After Pittsburgh

At a time when increasingly loud and aggressive forces are working to sow hatred among us and plant discord, it is more important than ever that we stand with one another and give each other strength—and give our institutions strength—to do the work that needs doing. 

JTS Welcomes New Faculty

Three distinguished scholars have joined the JTS faculty in the 2018-2019 academic year. In the fall, Dr. Sarah Wolf joined us as assistant professor of Talmud and Rabbinics, and Dr. Arielle Levites became our fourth Golda Och Postdoctoral fellow. In the spring, Professor Vered Vinitzky-Seroussi will be the next Ginor Visiting Professor of Israel Studies.

Yom Kippur 2018: It’s on Us

A few weeks ago, I was leafing through the Mahzor Lev Shalem in preparation for the High Holidays, and for some reason my eye wandered to the English translation of the Aleinu prayer. Aleinu is one of the most familiar prayers in Jewish liturgy. It concludes practically every service. I pretty much know it by heart, so I had never bothered to look at the English. You too, if you are a regular shul-goer, have said Aleinu hundreds or even thousands of times, and you probably have not thought very much about the complexities of its message. 

This New Year, Let’s Move Beyond “Us vs. Them”

My wife and I had the privilege of traveling this summer through Scotland and Italy, where we found ourselves face to face with issues of identity and allegiance that have been very much in the news in America lately, and that merit reflection as we approach the High Holidays.  

Camp Ramah Up Close and Personal

I never went to overnight camp as a kid, for reasons that, looking back, I find mysterious. I remember my parents wanting to send me to Ramah Poconos, the natural destination for a Conservative Jew in Philadelphia, and me refusing, summer after summer. I also remember that once I had begun attending the Hebrew High School program at Gratz College, and had joined USY, my circle of friends included a lot of people who had been to Ramah and loved it—at which point I berated my parents for not forcing me to go even if I hadn’t wanted to. Thankfully, I get to visit several Ramah camps every summer as chancellor of JTS and see, close up, the 2018 version of what I missed back in the sixties. Better late than never.

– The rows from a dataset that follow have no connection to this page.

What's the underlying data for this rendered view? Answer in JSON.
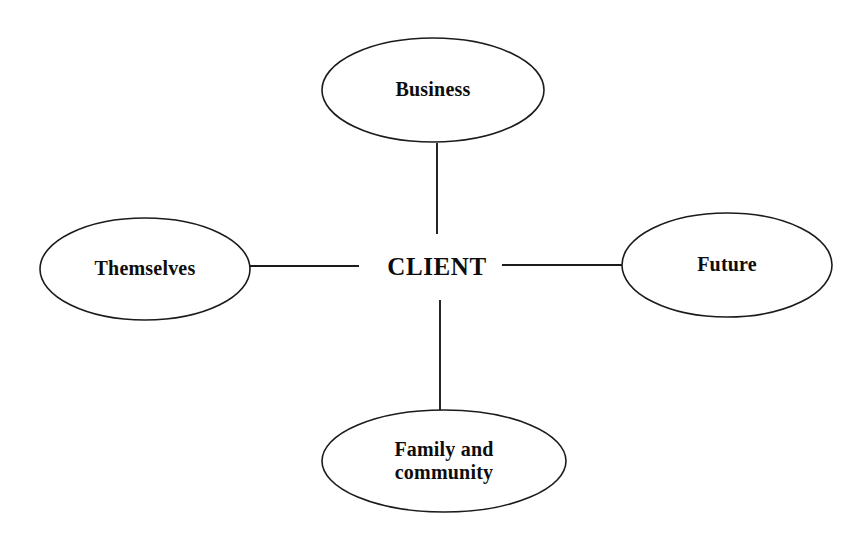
{
  "diagram": {
    "type": "radial-concept-map",
    "center_node": {
      "id": "client",
      "label": "CLIENT",
      "shape": "none",
      "cx": 437,
      "cy": 266
    },
    "satellite_nodes": [
      {
        "id": "business",
        "label": "Business",
        "position": "top",
        "shape": "ellipse",
        "cx": 433,
        "cy": 90,
        "rx": 111,
        "ry": 52
      },
      {
        "id": "themselves",
        "label": "Themselves",
        "position": "left",
        "shape": "ellipse",
        "cx": 145,
        "cy": 269,
        "rx": 105,
        "ry": 51
      },
      {
        "id": "future",
        "label": "Future",
        "position": "right",
        "shape": "ellipse",
        "cx": 727,
        "cy": 265,
        "rx": 105,
        "ry": 52
      },
      {
        "id": "family-and-community",
        "label": "Family and\ncommunity",
        "position": "bottom",
        "shape": "ellipse",
        "cx": 444,
        "cy": 461,
        "rx": 122,
        "ry": 51
      }
    ],
    "connectors": [
      {
        "id": "client-business",
        "from": "client",
        "to": "business",
        "x1": 437,
        "y1": 234,
        "x2": 437,
        "y2": 143
      },
      {
        "id": "client-themselves",
        "from": "client",
        "to": "themselves",
        "x1": 359,
        "y1": 266,
        "x2": 250,
        "y2": 266
      },
      {
        "id": "client-future",
        "from": "client",
        "to": "future",
        "x1": 502,
        "y1": 265,
        "x2": 622,
        "y2": 265
      },
      {
        "id": "client-family",
        "from": "client",
        "to": "family-and-community",
        "x1": 440,
        "y1": 300,
        "x2": 440,
        "y2": 411
      }
    ],
    "colors": {
      "background": "#ffffff",
      "stroke": "#1b1b1b",
      "node_fill": "#ffffff",
      "text": "#0d0d0d"
    }
  }
}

Understanding American Jews

We knew long before Pew’s “Portrait of Jewish Americans” that a lot needed to change if our tradition and our people are to survive and thrive in conditions that are changing so rapidly and so dramatically that it is hard for any parent, leader, or institution to keep up. After the study, the extent of the communal transformation that is needed, and much of its direction and detail, have come more clearly into view.